A few years ago, Ma told me on the phone that she’d seen out the window an old man riding on what she said looked like “an automated bathroom scale, operated by a device he held in his hand.” And at times, she said, “his long, thin body swayed like wheat blown on a breeze.” I'd jotted that down and found it today, having completely forgotten. 

 

On Christmas Day I made a drawing of my view out the window from where I usually sit and ponder. The big flock of pigeons that spend a lot of time parked on the ledges just above my windows put on a marvelous air show and I’m never not dazzled by that, no matter how often I see them do it. They have their tough times too, though, this I know because from the same spot in my house I’ve seen pigeons plucked right out of the air by hawks and eaten atop someone’s air conditioner across the street, and for a few minutes it snows white feathers.
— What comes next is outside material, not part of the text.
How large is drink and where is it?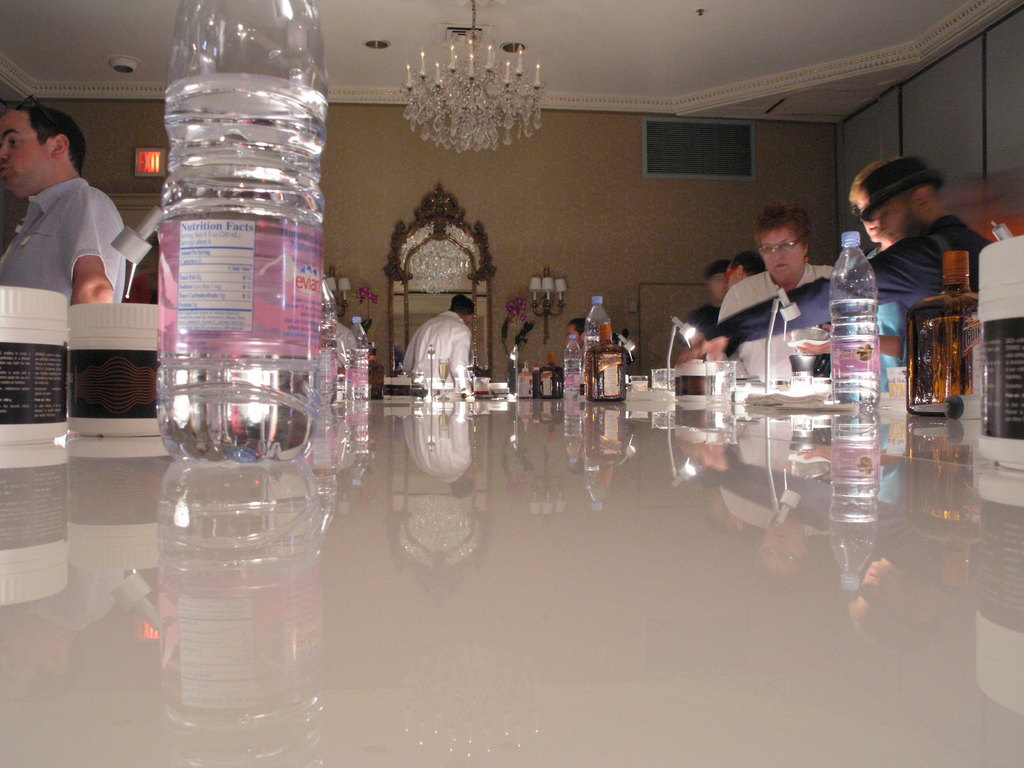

But I would take the risk, I think, if I could spend a few days in the body of one of those pigeons. I would fly up to the top of Madame Chrysler’s needle to see for myself how sharp it really is, and I’d fly around the top of the Empire State Building. I’d like to see what it feels like on one of the stormy days when the wind is a force to be reckoned with even for them. 

 

Among all the recent news stories about horrible and terrifying things happening everywhere, I read one about the tornado in Kentucky and how a grandmother put two babies into the bathtub as the tornado was bearing down on them. The bathtub was lifted into the sky and flew away, and the lady’s house was completely destroyed. The bathtub landed somewhere, upside down, with the babies beneath it, almost completely unscathed. There is always that story, it seems to me, in every catastrophe. I was thinking about my grandparents’ little house where I used to spend Christmases with Ma, and their bathroom. In the wall next to the bathroom mirror, which had a light over it that hummed, was a little slot. A lot of old houses had those slots, with no other purpose than for razor blades. Once a razor blade was used, it went into the slot where it would be trapped forever inside the wall. Over the years they must have added up to a ton of them, I always thought, when I would look at that slot. And later on I imagined how terrible it would be if a tornado were to open the wall up and send those thousands of double-edged razor blades into the storm. That thought comes back to haunt me at least every couple of years, so I’m not sure I haven’t written about it already. 

 

I was still on 28thStreet yesterday when my camera battery wore out, so I came home sooner than I would have otherwise. I don’t go inside many places these days because of the bug, but there is so much to see in this city just walking around the block that I don’t really feel disappointed by that. Yesterday I saw that the scaffolding around the Flatiron Building has stairs. From the bottom to the top. What I wouldn’t give, I thought, to be allowed to climb up those stairs. It wouldn’t be easy, but I’d just take my sweet time.


December 27, 2021

 

1 comment:

  1. Wow. And again, wow. You and Ma, and the city. What eyes you have, Miz Romy!